A 66-million-year-old mosasaur tooth from the Hell Creek Formation shows oxygen and strontium isotope signatures consistent with freshwater exposure and bears no signs of long-distance transport. Surface textures suggest the tooth belongs to Prognathodontini, and the animal may have reached about 12 metres (40 ft). Researchers propose falling salinity in the Western Interior Seaway allowed some mosasaurs to adapt to brackish or freshwater habitats and exploit riverine niches, though more fossils are needed to confirm regular freshwater behaviour.
Giant Mosasaur — Bigger Than A Killer Whale — Fossil Tooth Suggests It Also Hunted Rivers

A colossal mosasaur tooth unearthed in North Dakota indicates that at least some of these late Cretaceous marine predators may have entered river systems as well as prowled the open ocean.
Discovery and Chemical Evidence
The 66-million-year-old tooth was recovered from the Hell Creek Formation and analysed by researchers at Uppsala University.

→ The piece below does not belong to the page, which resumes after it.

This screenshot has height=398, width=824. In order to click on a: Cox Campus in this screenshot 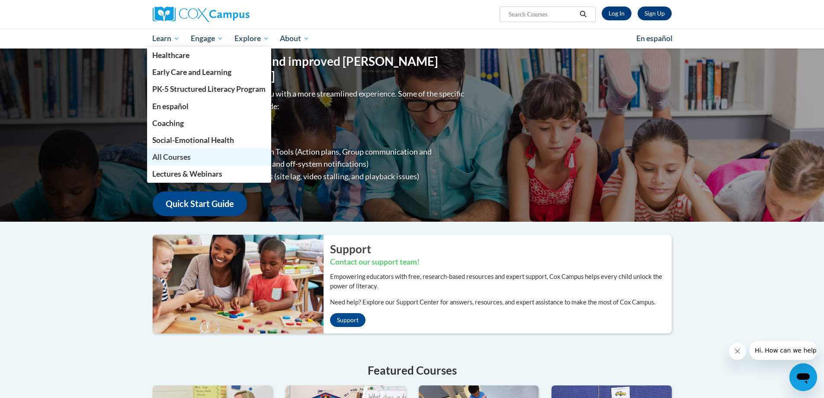, I will do `click(235, 14)`.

Chemical signatures — notably variants of oxygen and strontium isotopes — are consistent with exposure to freshwater rather than open ocean conditions. The tooth's surface texture also resembles teeth from the mosasaur tribe Prognathodontini, and the team has nicknamed the specimen the 'King of the Riverside.' The find was reported in the journal BMC Zoology.

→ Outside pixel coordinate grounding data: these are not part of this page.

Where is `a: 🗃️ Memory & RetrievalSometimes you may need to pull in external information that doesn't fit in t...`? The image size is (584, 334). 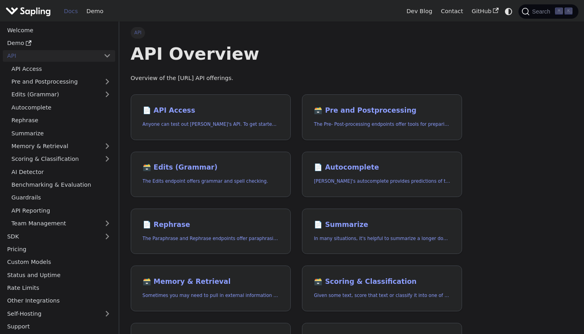 a: 🗃️ Memory & RetrievalSometimes you may need to pull in external information that doesn't fit in t... is located at coordinates (211, 288).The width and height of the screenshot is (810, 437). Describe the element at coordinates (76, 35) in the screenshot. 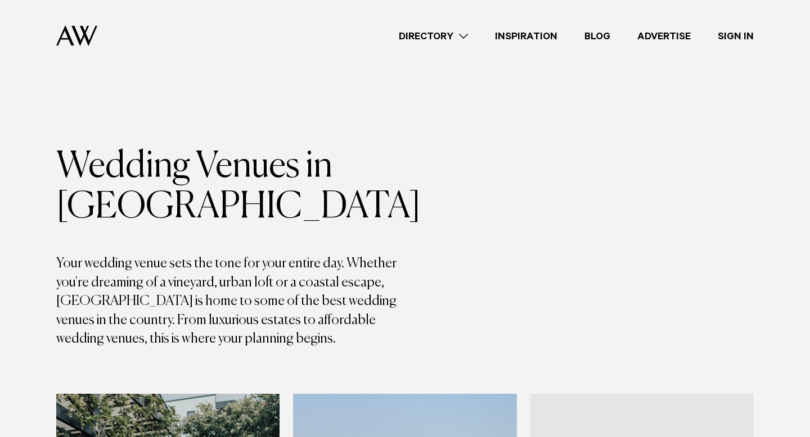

Why Scientists Think It Was Riverborne
In addition to isotopic markers, the tooth shows no clear signs of long-distance transport after death, suggesting the animal may have lived and died locally in a river-connected environment. Based on size estimates for related species, the mosasaur that owned the tooth may have reached up to about 12 metres (40 ft), occupying a niche similar to modern saltwater crocodiles — powerful, bulky-skulled predators capable of taking large prey.
Paleoenvironmental Context
Researchers propose the Hell Creek site was once connected to the Western Interior Seaway, a vast inland sea that shrank and freshened toward the end of the Cretaceous. As regional salinity declined, some marine taxa — possibly including mosasaurs — may have adapted to brackish or freshwater conditions and moved into river channels.

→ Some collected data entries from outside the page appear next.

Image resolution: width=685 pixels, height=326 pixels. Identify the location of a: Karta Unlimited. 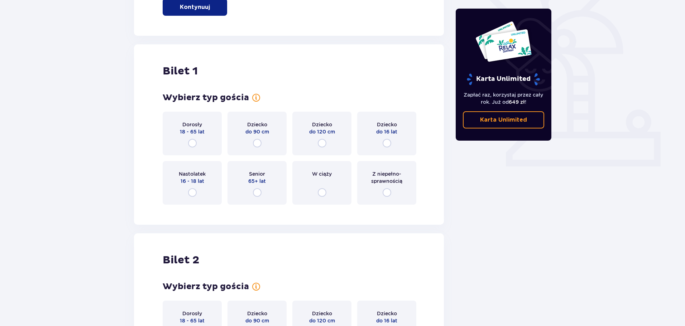
(504, 120).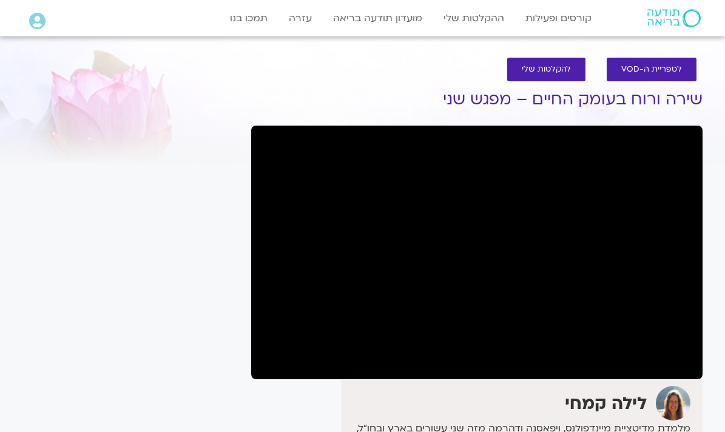 Image resolution: width=725 pixels, height=432 pixels. What do you see at coordinates (546, 69) in the screenshot?
I see `a: להקלטות שלי` at bounding box center [546, 69].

'This adaptability may indicate that the large rivers of the Hell Creek paleoenvironment could support large-bodied taxa,' the authors write, adding that ecological flexibility could have helped mosasaurs exploit a range of niches during the Late Cretaceous.
Limitations and Next Steps
The authors caution that this interpretation currently rests on a single tooth. While the geochemical and anatomical evidence is compelling, additional fossils from the region would strengthen the case for regular freshwater habitation or hunting. Future discoveries and broader sampling of isotopes in contemporary fauna will help clarify how widespread freshwater use by mosasaurs may have been.
Bottom line: The Hell Creek tooth provides intriguing evidence that some mosasaurs could enter and perhaps hunt in rivers, reflecting ecological flexibility as coastal seas changed in the final million years of the Cretaceous.